McFerrin’s ambidextrous production of both synthesized and real instruments initially impresses. In “The Antidote” there’s a moment where silky woodwind loops, fizzles and melts away into a muddy synth puddle so organically you can picture the clarinet liquefying around vocalist Nai Palm’s slippery deliverance. On opener “Postpartum”, cymbal swells and slow-burning synths exercise McFerrin’s restraint as much as his ability to release it at the right moment, whilst the rhythmic mix on “Degrees of Light” feels agonised over; every tone carefully constructed and infinitely precious.

Perhaps it’s McFerrin’s fear of creating a record that - unlike his improvised live music - will exist forever. With only a couple of tracks released since 2006’s Broken Vibes EP, interviews with McFerrin years back discuss Early Riser as if it were finished, only for it to be pushed back. This album has been a long time coming, but tracks like “Florasia” quickly make you forget anything but the music. An unreserved love song that oozes classic soul with pride, McFerrin’s own vocal grounds “Florasia” with the kind of timeless glaze that his electronic contemporaries rarely pull off, or don’t commit the years to get right.

Then there’s moments which hold a stark contrast to this perfectionism. Improvisation cuts through the Glasper/Thundercat-featuring “Already There” and the “Visible” part of “Invisible/Visible”, whilst several haphazard electronic ditties extend the tracklist more than the running time.
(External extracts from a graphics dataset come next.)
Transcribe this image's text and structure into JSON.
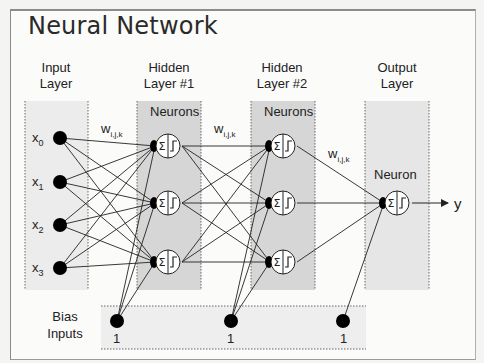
{
  "title": "Neural Network",
  "layers": [
    {
      "id": "input",
      "label_line1": "Input",
      "label_line2": "Layer"
    },
    {
      "id": "hidden1",
      "label_line1": "Hidden",
      "label_line2": "Layer #1",
      "box_label": "Neurons"
    },
    {
      "id": "hidden2",
      "label_line1": "Hidden",
      "label_line2": "Layer #2",
      "box_label": "Neurons"
    },
    {
      "id": "output",
      "label_line1": "Output",
      "label_line2": "Layer",
      "box_label": "Neuron"
    }
  ],
  "inputs": [
    {
      "base": "x",
      "sub": "0"
    },
    {
      "base": "x",
      "sub": "1"
    },
    {
      "base": "x",
      "sub": "2"
    },
    {
      "base": "x",
      "sub": "3"
    }
  ],
  "weights_label": {
    "base": "w",
    "sub": "i,j,k"
  },
  "neuron_symbols": {
    "sum": "Σ",
    "activation": "∫"
  },
  "output_label": "y",
  "bias": {
    "label_line1": "Bias",
    "label_line2": "Inputs",
    "values": [
      "1",
      "1",
      "1"
    ]
  },
  "colors": {
    "input_band": "#ececec",
    "hidden_band": "#d6d6d6",
    "output_band": "#e6e6e6",
    "bias_band": "#eeeeee",
    "node": "#000000",
    "line": "#222222"
  }
}
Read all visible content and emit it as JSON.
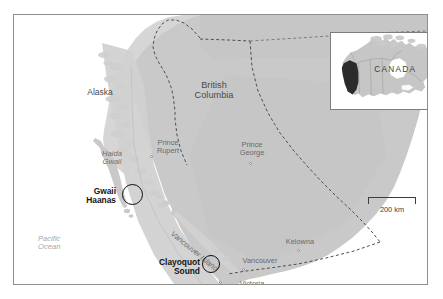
{
  "figure": {
    "kind": "reference-map",
    "title_visible": false
  },
  "colors": {
    "land": "#c9c9c9",
    "land_shadow": "#b6b6b6",
    "coast_relief": "#d8d8d8",
    "water": "#ffffff",
    "frame": "#8f8f8f",
    "border_dash": "#5a5a5a",
    "label_dark": "#4a4a4a",
    "label_muted": "#6e6e6e",
    "ocean_label": "#a9a9a9",
    "park_marker": "#0d0d0d",
    "inset_highlight": "#2b2b2b",
    "inset_land": "#c4c4c4"
  },
  "regions": [
    {
      "id": "alaska",
      "label": "Alaska",
      "x": 86,
      "y": 78,
      "style": "region"
    },
    {
      "id": "british-columbia",
      "label": "British\nColumbia",
      "x": 200,
      "y": 75,
      "style": "region-big"
    }
  ],
  "islands": [
    {
      "id": "haida-gwaii",
      "label": "Haida\nGwaii",
      "x": 98,
      "y": 142
    },
    {
      "id": "vancouver-island",
      "label": "Vancouver Island",
      "x": 183,
      "y": 223,
      "rotation_deg": 39
    }
  ],
  "ocean": {
    "label": "Pacific\nOcean",
    "x": 37,
    "y": 228
  },
  "cities": [
    {
      "id": "prince-rupert",
      "label": "Prince\nRupert",
      "label_x": 154,
      "label_y": 133,
      "dot_x": 151,
      "dot_y": 150
    },
    {
      "id": "prince-george",
      "label": "Prince\nGeorge",
      "label_x": 249,
      "label_y": 135,
      "dot_x": 249,
      "dot_y": 156
    },
    {
      "id": "kelowna",
      "label": "Kelowna",
      "label_x": 298,
      "label_y": 232,
      "dot_x": 296,
      "dot_y": 244
    },
    {
      "id": "vancouver",
      "label": "Vancouver",
      "label_x": 250,
      "label_y": 251,
      "dot_x": 242,
      "dot_y": 262
    },
    {
      "id": "victoria",
      "label": "Victoria",
      "label_x": 238,
      "label_y": 274,
      "dot_x": 225,
      "dot_y": 275
    }
  ],
  "parks": [
    {
      "id": "gwaii-haanas",
      "label": "Gwaii\nHaanas",
      "label_x": 59,
      "label_y": 184,
      "circle_x": 125,
      "circle_y": 184,
      "circle_d": 21
    },
    {
      "id": "clayoquot-sound",
      "label": "Clayoquot\nSound",
      "label_x": 144,
      "label_y": 254,
      "circle_x": 204,
      "circle_y": 257,
      "circle_d": 17
    }
  ],
  "scale_bar": {
    "label": "200 km",
    "length_px": 48,
    "distance_value": 200,
    "distance_unit": "km"
  },
  "inset": {
    "label": "CANADA",
    "label_x": 44,
    "label_y": 37,
    "highlighted_region": "British Columbia",
    "country": "Canada"
  },
  "boundaries": [
    {
      "id": "alaska-bc-border",
      "type": "international",
      "style": "dashed"
    },
    {
      "id": "sixtieth-parallel",
      "type": "territorial",
      "style": "dashed"
    },
    {
      "id": "bc-alberta-border",
      "type": "provincial",
      "style": "dashed"
    },
    {
      "id": "canada-usa-49th",
      "type": "international",
      "style": "dashed"
    }
  ]
}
These risk giving off a sense of impatience rather than musical merit; the Karriem Riggins-esque stutter of “4AM” another cornerstone McFerrin needed to acknowledge, yet struggled to fit in.

Some tracks own their minutes effortlessly (“Decisions”, for instance); but others feel disjointed. At times there’s a lack of direction to Early Riser that stems from McFerrin’s own spinning compass of genres and instruments, but there’s also such concentrated brilliance in individual tracks to push Early Riser over and above just being another Brainfeeder release. What excites most is that we’re only getting a slither of what Taylor McFerrin has to offer with this album. The album was not created lightly, and by no means deserves to be skimmed, but there’s a diversity and thirst within this album that stands to keep Early Riser remembered for some time, and will no doubt lead McFerrin to achieve the same.